The Britain’s Most Admired CEO panel discussion raised all of these, not by name but by example. All four CEOs spoke of the need for clarity and strength of purpose, and of enduring principles that bind people together and therefore make the organisation stronger. They endorsed the importance of simplifying and sharing their business strategy, to build consensus and commitment. And they highlighted the value of bringing emotional intelligence into leadership, of knowing how colleagues are feeling and how they might anticipate and react to change.
Measurement framework and risk-radar
With that understanding in place, we see two further imperatives for leaders to build not only resilience within their organisations, but also the corporate reputation for being a good long-term performance bet.
The first is a framework for measurement that both quantifies these five types of resilience and animates the connection between the individual and the organisational level. The second builds off that, into a greater appreciation of resilience as an enabler – so that it can naturally be integrated into all aspects of corporate strategy.
For the first, Echo has developed and tested a new research methodology, called RQ2. Designed to give leaders the insights they need to know just how likely their business is to thrive through change, and where to focus greatest attention, it maps the relative strengths and weaknesses across the organisation, on each of the five types of resilience, to bring the necessary sensitivity in developing new strategies. Above all, it acts as an early warning system, to alert leaders to the possibility of cultural and operational misalignment.
For the second, the most important shift is in the mindset of leaders. The Britain’s Most Admired Companies Panel noted that the post-Covid challenges are at least as difficult as those experienced during the pandemic, so nobody can allow any sense of ‘going back to’ previous norms. Businesses made huge advances in many areas, and probably surprised themselves by those achievements. But the attitude that made those possible was in response to an existential threat and an absence of options. And while we might congratulate ourselves on getting through Covid and other crises, how do we ensure the same commitment to innovation, agility at speed, and profound change in a spirit of “What else might we be capable of?”
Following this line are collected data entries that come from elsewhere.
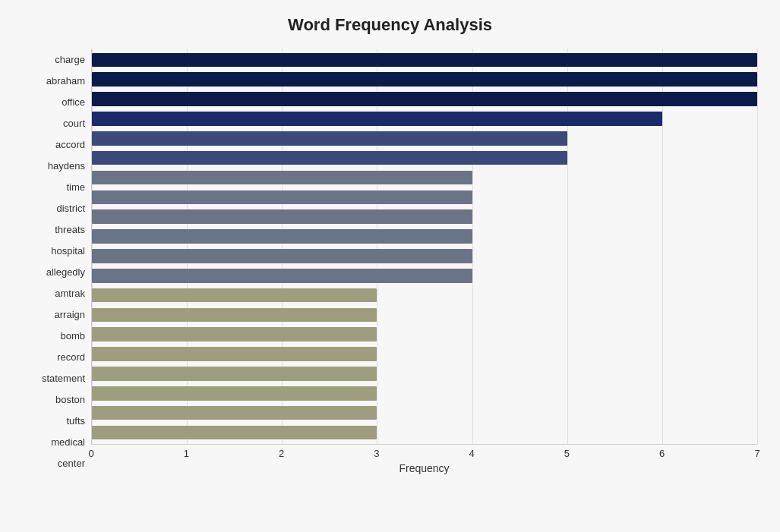 Image resolution: width=780 pixels, height=532 pixels. I want to click on y-label-district: district, so click(71, 208).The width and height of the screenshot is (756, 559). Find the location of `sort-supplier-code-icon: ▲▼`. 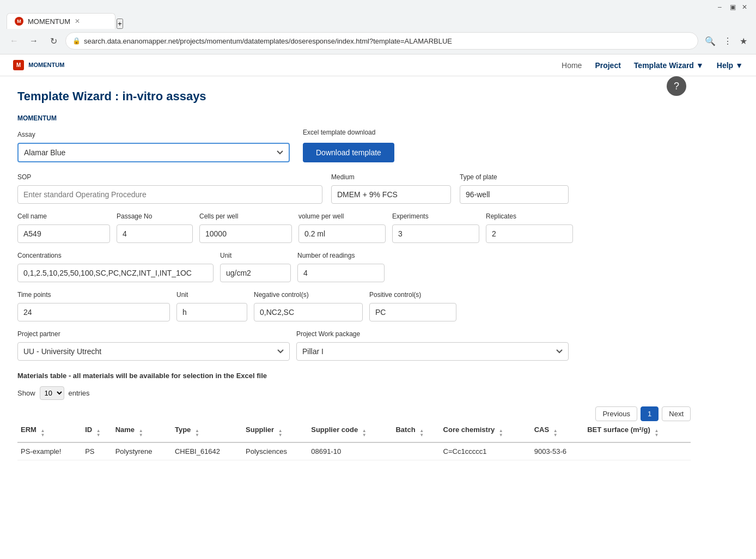

sort-supplier-code-icon: ▲▼ is located at coordinates (364, 433).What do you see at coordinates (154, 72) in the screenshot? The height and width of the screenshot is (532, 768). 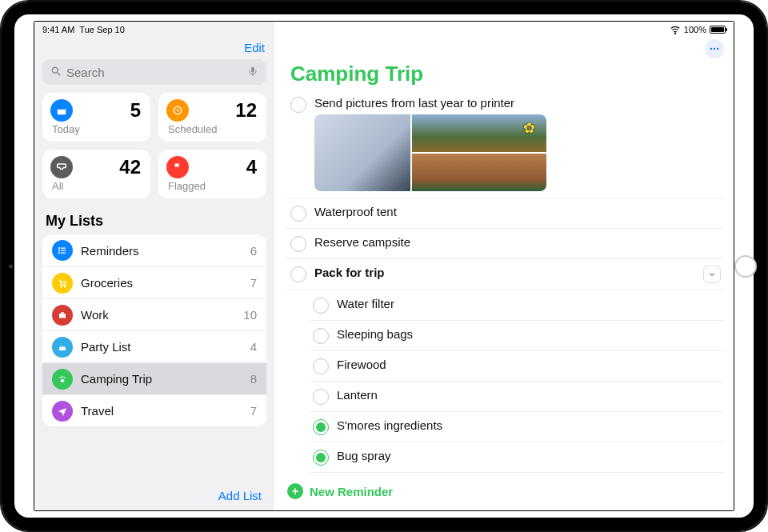 I see `search-field` at bounding box center [154, 72].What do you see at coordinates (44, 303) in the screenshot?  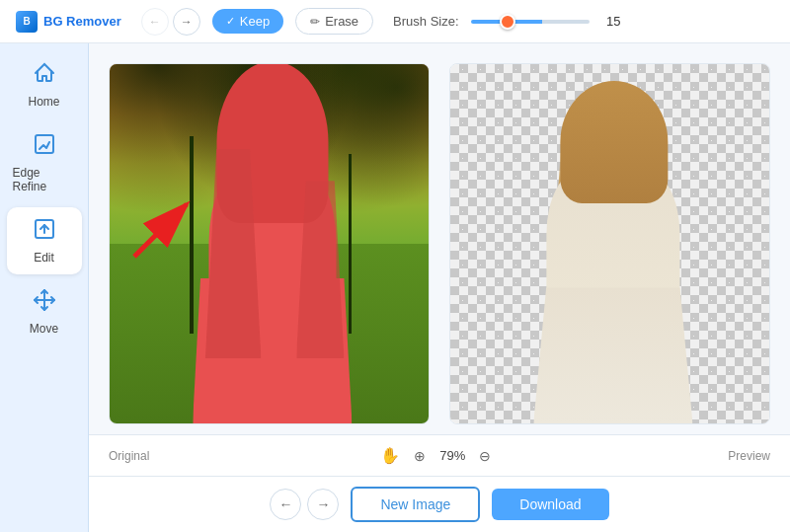 I see `move-icon` at bounding box center [44, 303].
There are also, of course, negative experiences and outcomes from the past 3-4 years – many of which either persist today or are lining up ahead of us. Social inequalities, ‘the great resignation’ and (for some businesses) a painful dismantling of traditional and reassuring structures are not yet resolved and might stand in the way of further change. Against that we must also highlight the advantages of post-traumatic growth. How can leaders best embrace, and how should key stakeholders react to, the undoubted successes of ‘we got through it’?
It comes down to individual, and therefore organisational, willingness and capacity to change. Resilience within a business must be developed strategically, both to drive sustainable growth and to maximise commitment from all stakeholder groups, and that recognition of two further points. First, as confirmed in our Britain’s Most Admired Companies study, that culture is the single most important factor in building resilience. Second, that as with any other commercial asset, resilience must be measured, nurtured and refined continuously.